Getting to know the package build system we use.

ChromiumOS specific Portage FAQ - http://www.chromium.org/chromium-os/how-tos-and-troubleshooting/portage-build-faq

Learning something about the way we use portage.

## Autotest and ebuild workflow

To familiarize with autotest concepts, you should start with the upstream Autotest documentation at: https://github.com/autotest/autotest/wiki/AutotestApi The rest of this document is going to use some terms and only explain them vaguely.

### Overview

At a high level, tests are organized in test cases, each test case being either server or client, with one main .py file named the same as the test case, and one or more control files. In order to be able to perform all tasks on a given test, autotest expects tests to be placed in a monolithic file structure of: /client/tests/ /client/site_tests/ /server/tests/ /server/site_tests/ Each test directory has to have at least a control file, but typically also has a main job module (named the same as the test case). Furthermore, if it needs any additional files checked in, they are typically placed in a files/ directory, and separate projects that can be built with a Makefile inside the src/ directory. Due to structural limitations in Chromium OS, it is not possible to store all test cases in this structure in a single large source repository as upstream autotest source would (placed at third_party/autotest/files/ in Chromium OS). In particular, the following has been required in the past: - Having confidential (publicly inaccessible) tests or generally per-test ACLs for sharing only with a particular partner only. - Storing test cases along with the project they wrap around, because the test requires binaries built as a by-product of the project’s own build system. (fe. chrome or tpm tests) Furthermore, it has been desired to generally build everything that is not strongly ordered in parallel, significantly decreasing build times. That, however, requires proper dependency tree declaration and being able to specify which test cases require what dependencies, in addition to being able to process different “independent” parts of a single source repository in parallel. This leads to the ebuild workflow, which generally allows compositing any number of sources in any format into a single monolithic tree, whose contents depend on build parameters.

image

This allows using standard autotest workflow without any change, however, unlike what upstream does, the tests aren’t run directly from the source repository, rather from a staging read-only install location. This leads to certain differences in workflow:

Source may live in an arbitrary location or can be generated on the fly.
Anything that can be created as an ebuild (shell script) can be a test
source. (cros-workon may be utilised, introducing a fairly standard Chromium
OS project workflow)

Ebuild setup, autotest eclass

NOTE: This assumes some basic knowledge of how ebuilds in Chromium OS work. Refer to for example http://www.chromium.org/chromium-os/how-tos-and-troubleshooting/portage-build-faq for some documentation. An autotest ebuild is an ebuild that produces test cases and installs them into the staging area. It has three general tasks:

Autotest eclass is inherited by all autotest ebuilds, only requires a number of variables specified and works by itself otherwise. Most variables describe the locations and listings of work that needs to be done:

AUTOTEST_{CLIENT,SERVER}{TESTS,SITE_TESTS} AUTOTEST{DEPS,PROFILERS,CONFIG}

These typically only need to be specified if they differ from the defaults (which follow the upstream directory structure)

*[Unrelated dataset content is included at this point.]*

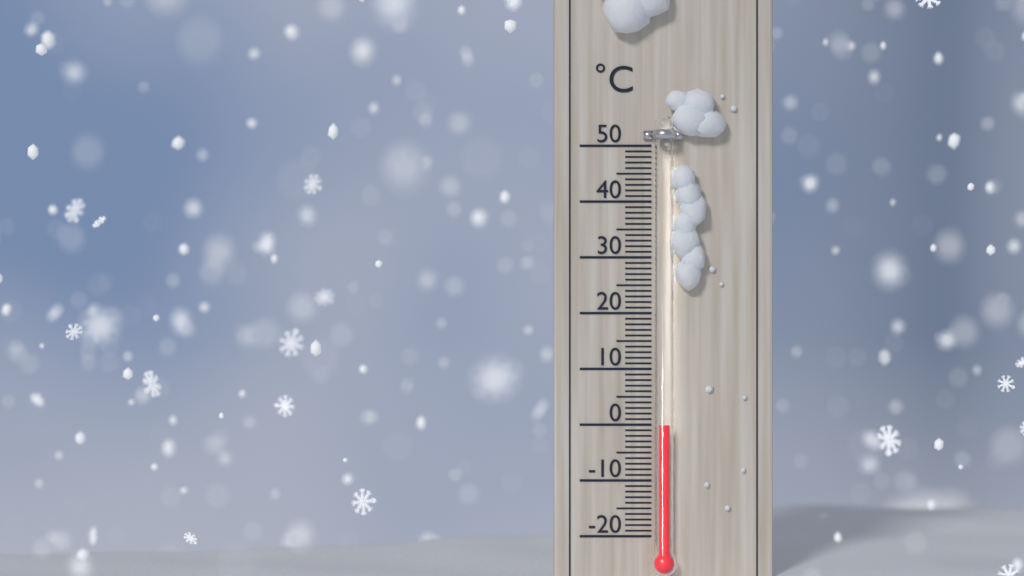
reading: 0 °C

Each ebuild usually operates on a single source repository. That does not always have to hold true, however, and in case of autotest, many ebuilds check out the sources of the same source repository (autotest.git). Invariably, this means that they have to be careful to not install the same files and split the sources between themselves to avoid file install collisions. If more than one autotest ebuild operates on the same source repository, they have to use the above variables to define mutually exclusive slices in order to not collide during installation. Generally, if we have a source repository with client site_tests A and B, you can have either:

As soon as an overlap between ebuilds happens, either an outside mechanism has to ensure the overlapping tests are never enabled at the same time, or file collisions happen.